French Literary Translation Reference
--- ## Key Points - Third-person literary fiction → **Passé Simple** for narrative events - First-person contemporary voice → Often **Passé Composé** (feels more immediate/spoken) - Deliberately avant-garde → May mix or use present tense throughout - After verbs of wanting, fearing, doubting: *je veux qu'il vienne* - After impersonal expressions: *il faut que*, *il est important que* - After *bien que, quoique, pour que, avant que, à moins que* - In relative clauses with superlatives or negatives: *le seul qui soit* - After *que* in negative or interrogative sentences with certain verbs - *On* used for impersonal/collective: *On entendait* instead of *Il entendait* or passive - Nominalization: French prose often turns verbal ideas into nouns - Long relative clauses extending a sentence gracefully - Past participle agreement with *avoir*: *les lettres qu'il a écrites* (not *écrit*)

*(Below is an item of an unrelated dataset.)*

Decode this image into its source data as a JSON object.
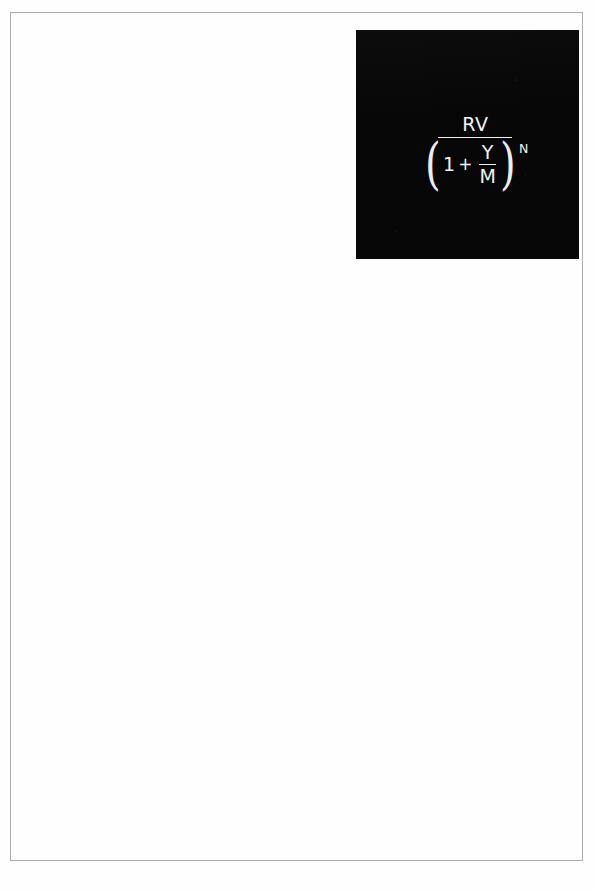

skilldb get novel-translation-skills/lang-frFull skill: 134 linesFrench Literary Translation Reference
The Literary Tense System — The Most Important Decision
French literary prose uses a tense system that does not exist in English. Getting this wrong is the single most immediate marker of a non-literary translation.
Passé Simple (Passé Historique) — il alla, elle dit, ils virent The literary past tense. Used in all serious French fiction, literary prose, and formal narrative. Never used in speech — only in written narrative. This is the tense of Flaubert, Camus, Proust, Duras.
Passé Composé — il est allé, elle a dit The spoken past tense. Used in dialogue, first-person contemporary narration, and some modern literary styles that deliberately break convention.
The Decision: What tense register is this translation in?
- Third-person literary fiction → Passé Simple for narrative events
- First-person contemporary voice → Often Passé Composé (feels more immediate/spoken)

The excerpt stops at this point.